Geese And Clouds

FTLComm - Melfort - May 11, 2001
Sun glasses are really great, they reduce eye strain and improve safety for a driver but they also colour the world. On Thursday afternoon the sky was filled with threats and yet as I squinted down the road through my sun glasses I was impressed with the shades of colour so I would wipe off the glasses just to see if what I was seeing was what was there. Trying to capture those shades for you was difficult but the picture at the top of the page and the one at the bottom pretty much tell the story.

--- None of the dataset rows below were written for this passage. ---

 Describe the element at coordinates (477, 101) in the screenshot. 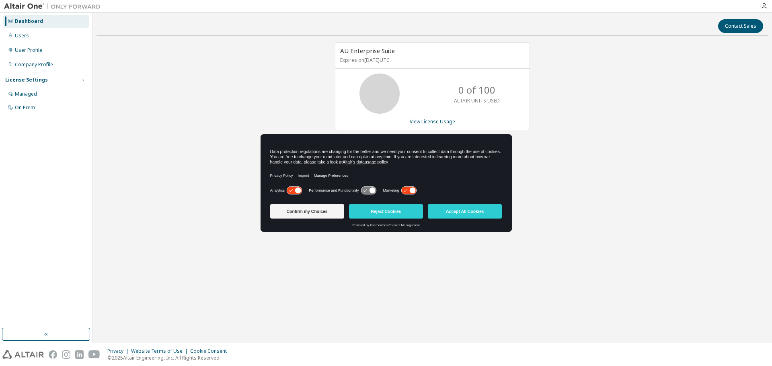

I see `p: ALTAIR UNITS USED` at that location.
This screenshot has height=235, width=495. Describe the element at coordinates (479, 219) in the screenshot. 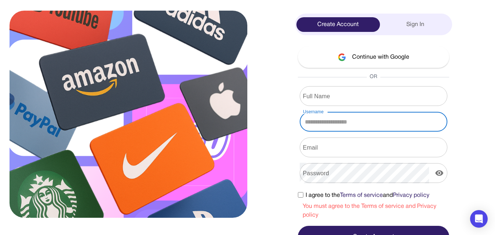

I see `div: Open Intercom Messenger` at that location.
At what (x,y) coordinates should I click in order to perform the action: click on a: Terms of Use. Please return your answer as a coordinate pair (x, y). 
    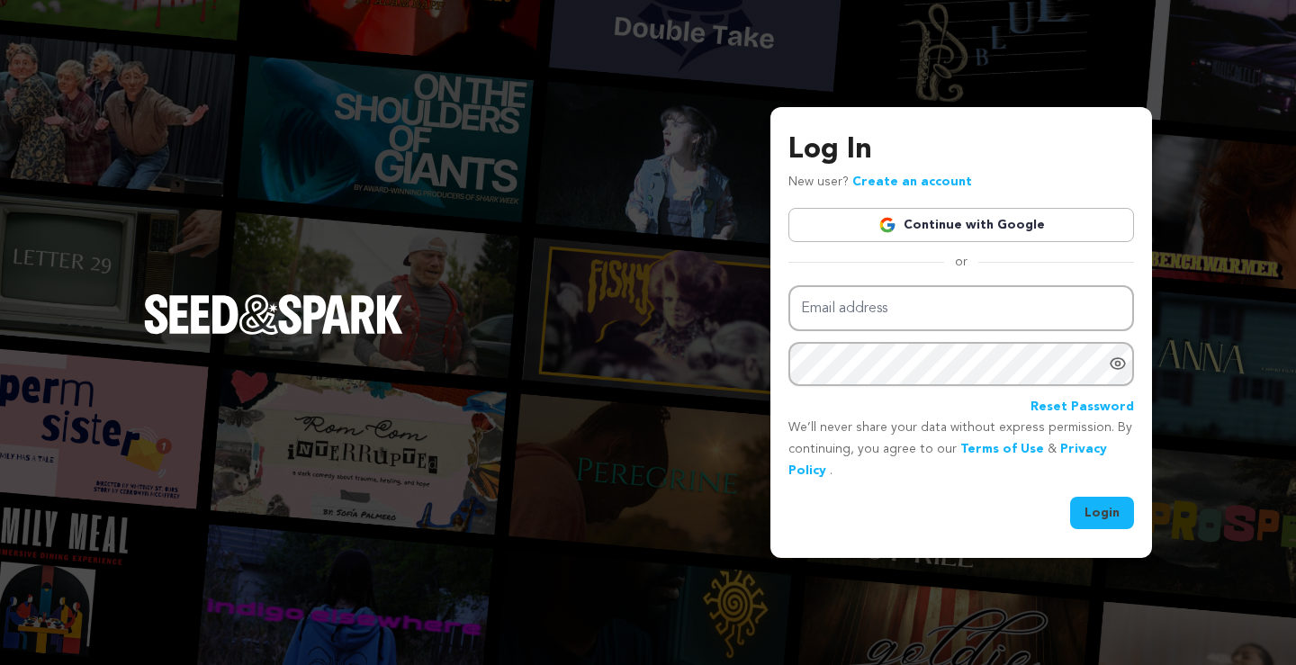
    Looking at the image, I should click on (1001, 449).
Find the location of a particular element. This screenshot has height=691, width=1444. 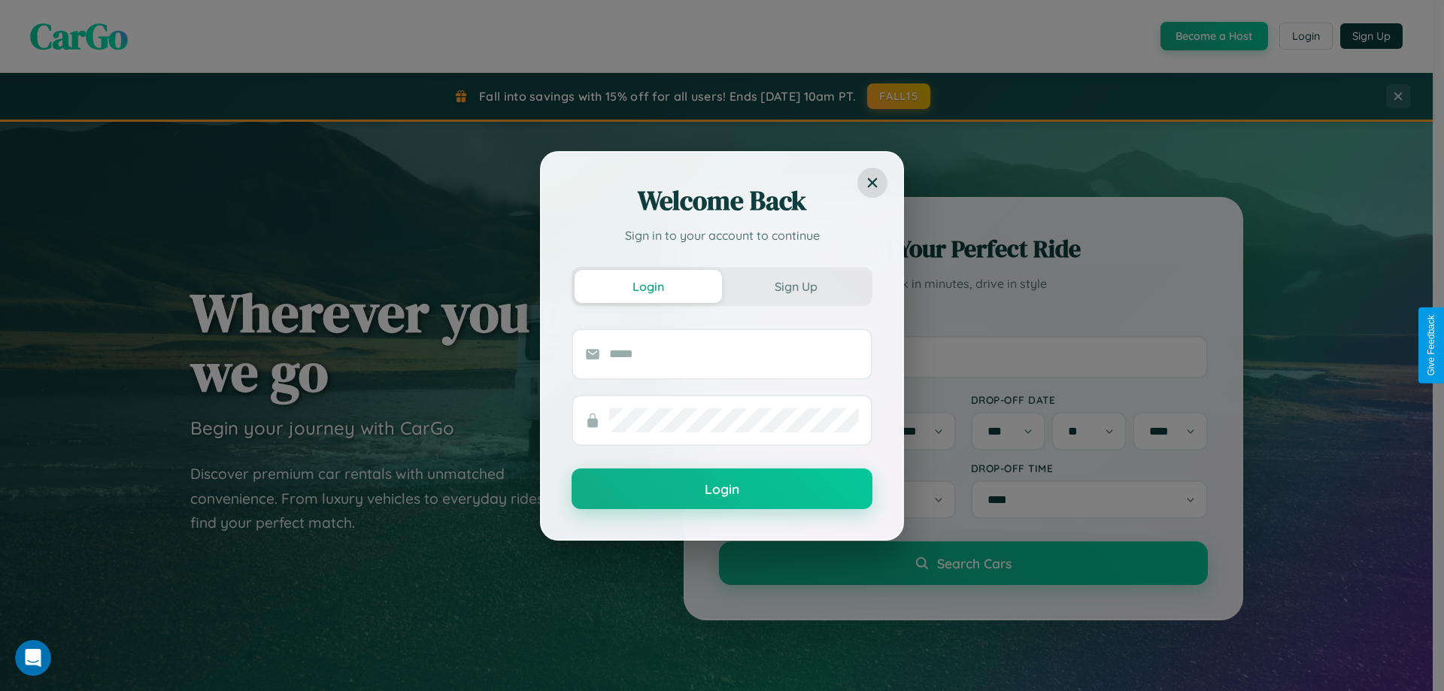

button: Sign Up is located at coordinates (796, 287).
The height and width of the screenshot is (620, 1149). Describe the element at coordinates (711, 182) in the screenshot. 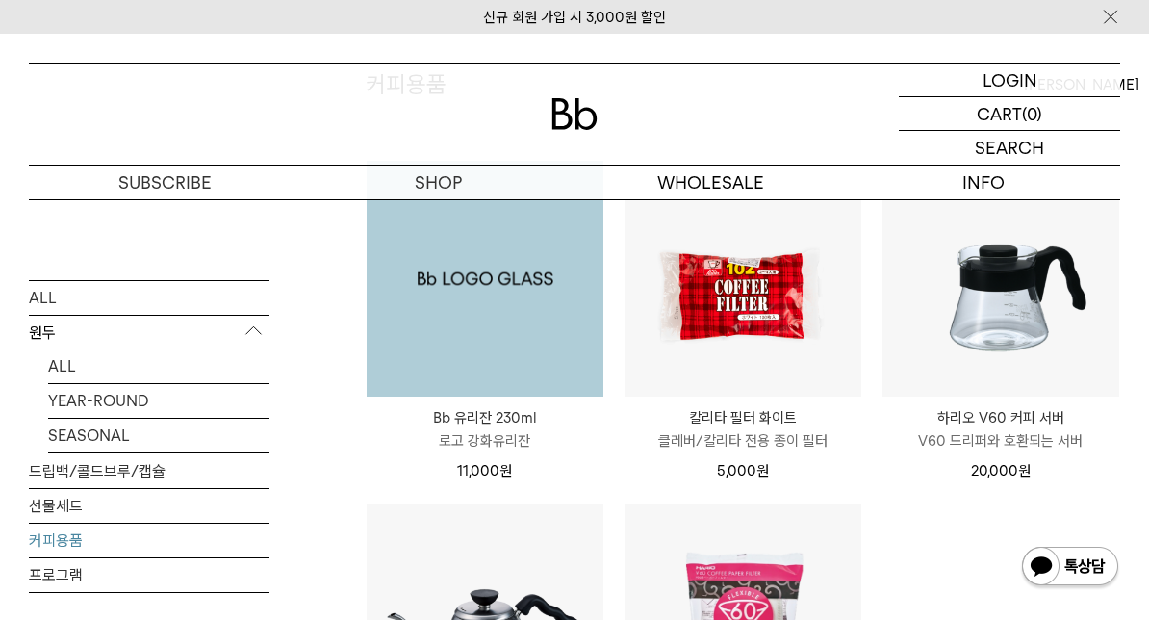

I see `p: WHOLESALE` at that location.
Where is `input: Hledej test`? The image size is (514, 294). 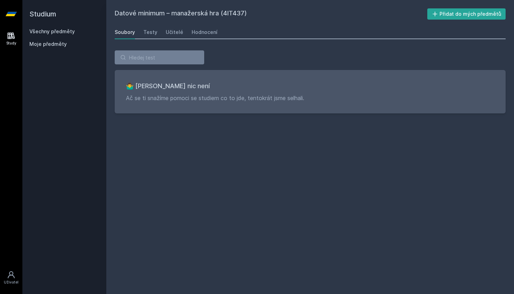 input: Hledej test is located at coordinates (159, 57).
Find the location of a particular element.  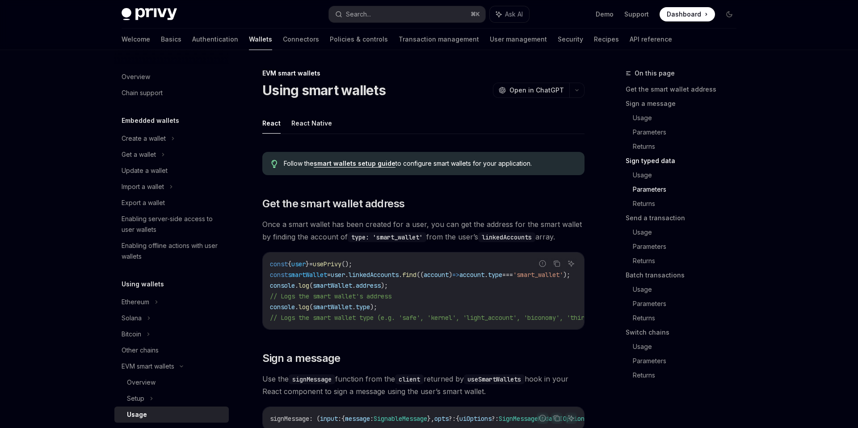

button: Ask AI is located at coordinates (510, 14).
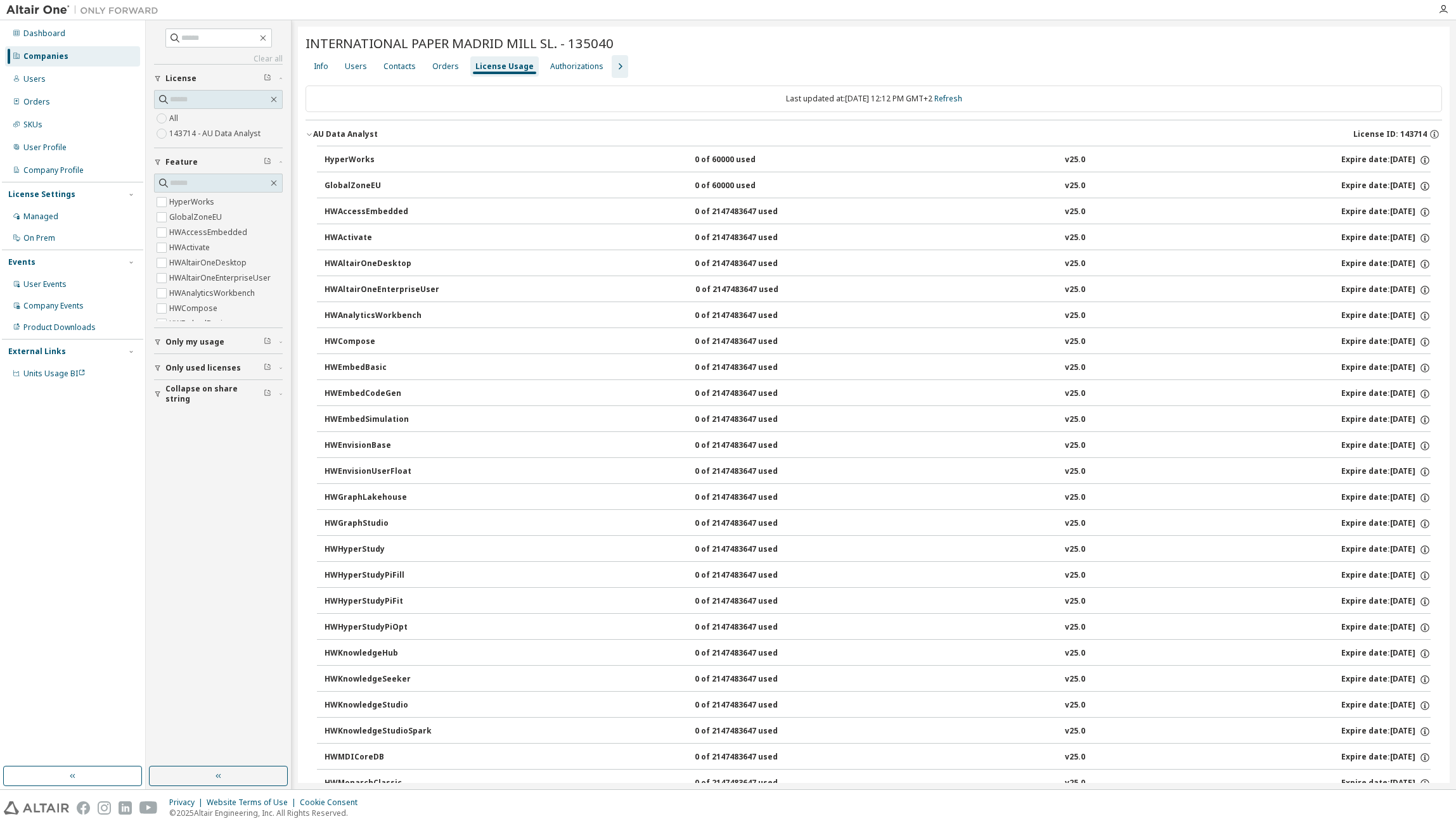  What do you see at coordinates (576, 67) in the screenshot?
I see `div: Authorizations` at bounding box center [576, 67].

The migration of arctic geese contines as they make their way from the Texas coast to the arctic and take time out to visit with us as they are passing through. Mostly snow geese but their imature version may be what have always been identified as Black Brant geese. Since the two always travel together they may not be two different species. Though they seem to be overly abundant in number it is important to remember that they are bunched up for travel and their flyway passes through the Melfort to Kinistino area, when they get to the tundra they will spread out over endless areas of tundra and flat barren land where they make their summer home and raise their young.
 
During the late romantic period there was a series of British painters including Turner who seemed to have spent most of their time looking up. They capture English skies and along the bottoms of their pictures, sometimes English landscape but more than anything they captured a quality of colour and picture at the bottom of this page has that colour.